--- Data shown Enclosed Below ---

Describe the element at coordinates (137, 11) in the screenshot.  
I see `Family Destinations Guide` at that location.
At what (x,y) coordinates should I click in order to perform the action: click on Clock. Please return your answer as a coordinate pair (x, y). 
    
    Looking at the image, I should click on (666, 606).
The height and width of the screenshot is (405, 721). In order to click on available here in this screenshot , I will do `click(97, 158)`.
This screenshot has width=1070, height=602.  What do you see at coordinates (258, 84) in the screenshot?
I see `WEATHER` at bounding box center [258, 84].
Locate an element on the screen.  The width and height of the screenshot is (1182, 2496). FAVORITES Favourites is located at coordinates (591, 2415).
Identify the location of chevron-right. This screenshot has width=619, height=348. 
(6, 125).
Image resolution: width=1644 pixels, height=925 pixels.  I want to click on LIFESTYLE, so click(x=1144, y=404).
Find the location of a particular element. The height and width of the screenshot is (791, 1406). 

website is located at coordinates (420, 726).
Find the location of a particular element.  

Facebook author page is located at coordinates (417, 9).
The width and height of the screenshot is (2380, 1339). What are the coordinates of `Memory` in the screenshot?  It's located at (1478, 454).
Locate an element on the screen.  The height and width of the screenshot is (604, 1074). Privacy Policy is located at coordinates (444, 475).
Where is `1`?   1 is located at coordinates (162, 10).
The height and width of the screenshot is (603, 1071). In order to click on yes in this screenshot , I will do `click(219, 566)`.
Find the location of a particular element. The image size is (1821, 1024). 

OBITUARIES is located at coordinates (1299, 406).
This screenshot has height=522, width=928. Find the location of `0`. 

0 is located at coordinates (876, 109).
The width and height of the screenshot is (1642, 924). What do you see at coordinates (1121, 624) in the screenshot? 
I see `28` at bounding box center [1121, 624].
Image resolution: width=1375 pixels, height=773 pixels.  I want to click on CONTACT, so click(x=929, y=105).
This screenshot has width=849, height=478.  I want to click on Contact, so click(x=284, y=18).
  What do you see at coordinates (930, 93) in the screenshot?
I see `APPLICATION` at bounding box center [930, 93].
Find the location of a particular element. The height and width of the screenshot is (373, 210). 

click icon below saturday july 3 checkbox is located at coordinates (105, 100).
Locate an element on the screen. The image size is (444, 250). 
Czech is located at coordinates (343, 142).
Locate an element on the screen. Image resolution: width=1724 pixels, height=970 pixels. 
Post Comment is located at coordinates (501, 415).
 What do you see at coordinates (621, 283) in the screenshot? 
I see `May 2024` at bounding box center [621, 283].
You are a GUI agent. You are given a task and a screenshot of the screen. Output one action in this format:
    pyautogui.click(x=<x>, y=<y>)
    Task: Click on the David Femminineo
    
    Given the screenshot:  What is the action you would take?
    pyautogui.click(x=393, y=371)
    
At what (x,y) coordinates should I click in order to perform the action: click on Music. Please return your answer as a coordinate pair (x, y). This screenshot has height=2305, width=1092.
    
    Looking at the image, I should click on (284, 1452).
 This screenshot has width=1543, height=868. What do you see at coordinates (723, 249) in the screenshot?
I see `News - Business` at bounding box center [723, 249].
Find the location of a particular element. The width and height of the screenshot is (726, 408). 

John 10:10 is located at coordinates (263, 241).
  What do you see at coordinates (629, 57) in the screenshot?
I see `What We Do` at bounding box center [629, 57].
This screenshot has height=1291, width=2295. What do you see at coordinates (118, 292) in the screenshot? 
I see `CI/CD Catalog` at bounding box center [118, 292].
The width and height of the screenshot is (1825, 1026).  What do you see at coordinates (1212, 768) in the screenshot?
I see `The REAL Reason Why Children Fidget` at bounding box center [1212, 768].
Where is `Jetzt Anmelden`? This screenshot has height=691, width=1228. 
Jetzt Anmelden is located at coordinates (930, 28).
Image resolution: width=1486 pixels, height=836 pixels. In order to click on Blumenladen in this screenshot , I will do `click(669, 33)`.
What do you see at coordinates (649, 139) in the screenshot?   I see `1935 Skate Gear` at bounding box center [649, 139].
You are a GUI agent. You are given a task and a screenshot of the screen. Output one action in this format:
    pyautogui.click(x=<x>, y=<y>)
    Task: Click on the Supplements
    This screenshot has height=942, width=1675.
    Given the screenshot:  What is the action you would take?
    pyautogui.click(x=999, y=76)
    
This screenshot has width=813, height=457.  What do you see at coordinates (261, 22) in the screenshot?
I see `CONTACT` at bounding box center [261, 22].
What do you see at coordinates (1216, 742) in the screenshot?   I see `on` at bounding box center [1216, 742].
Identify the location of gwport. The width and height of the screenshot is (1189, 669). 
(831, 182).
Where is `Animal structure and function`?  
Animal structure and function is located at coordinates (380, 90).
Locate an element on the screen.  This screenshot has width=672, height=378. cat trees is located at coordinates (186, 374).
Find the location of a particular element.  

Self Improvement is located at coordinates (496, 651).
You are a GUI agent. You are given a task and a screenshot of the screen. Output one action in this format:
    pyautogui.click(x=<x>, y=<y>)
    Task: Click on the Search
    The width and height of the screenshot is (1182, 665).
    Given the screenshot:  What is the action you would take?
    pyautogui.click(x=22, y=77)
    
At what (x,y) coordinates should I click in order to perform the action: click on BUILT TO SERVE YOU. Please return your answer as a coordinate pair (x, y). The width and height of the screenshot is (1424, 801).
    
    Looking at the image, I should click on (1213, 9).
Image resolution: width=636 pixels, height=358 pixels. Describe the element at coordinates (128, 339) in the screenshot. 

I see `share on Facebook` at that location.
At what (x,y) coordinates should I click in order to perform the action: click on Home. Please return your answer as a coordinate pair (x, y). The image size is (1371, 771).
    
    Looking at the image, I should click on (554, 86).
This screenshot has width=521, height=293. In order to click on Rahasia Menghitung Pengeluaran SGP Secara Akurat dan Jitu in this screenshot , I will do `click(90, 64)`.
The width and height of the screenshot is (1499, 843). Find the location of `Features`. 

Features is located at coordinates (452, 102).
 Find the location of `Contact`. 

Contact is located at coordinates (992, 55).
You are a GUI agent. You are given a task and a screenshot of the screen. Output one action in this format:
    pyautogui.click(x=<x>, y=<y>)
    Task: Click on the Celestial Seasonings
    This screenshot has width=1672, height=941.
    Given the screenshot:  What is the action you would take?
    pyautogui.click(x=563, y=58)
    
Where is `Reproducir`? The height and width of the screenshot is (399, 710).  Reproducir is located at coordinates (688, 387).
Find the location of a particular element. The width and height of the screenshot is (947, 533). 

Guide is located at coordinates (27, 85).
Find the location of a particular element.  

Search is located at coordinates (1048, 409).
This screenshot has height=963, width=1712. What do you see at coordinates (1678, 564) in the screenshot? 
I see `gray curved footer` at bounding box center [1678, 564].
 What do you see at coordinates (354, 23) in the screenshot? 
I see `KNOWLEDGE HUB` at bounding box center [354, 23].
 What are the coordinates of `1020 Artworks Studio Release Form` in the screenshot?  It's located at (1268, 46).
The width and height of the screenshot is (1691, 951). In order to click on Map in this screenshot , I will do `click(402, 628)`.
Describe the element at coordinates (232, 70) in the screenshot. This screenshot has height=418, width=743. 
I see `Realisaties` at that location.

--- End of Enclosed Data shown ---

--- What you are asked to do ---
Nothing should be returned except the lines from the one holding "What do you see at coordinates (354, 23)" through the final line of the listing, exactly as they appear.

--- Reply ---
 What do you see at coordinates (354, 23) in the screenshot? 
I see `KNOWLEDGE HUB` at bounding box center [354, 23].
 What are the coordinates of `1020 Artworks Studio Release Form` in the screenshot?  It's located at (1268, 46).
The width and height of the screenshot is (1691, 951). In order to click on Map in this screenshot , I will do `click(402, 628)`.
Describe the element at coordinates (232, 70) in the screenshot. This screenshot has height=418, width=743. 
I see `Realisaties` at that location.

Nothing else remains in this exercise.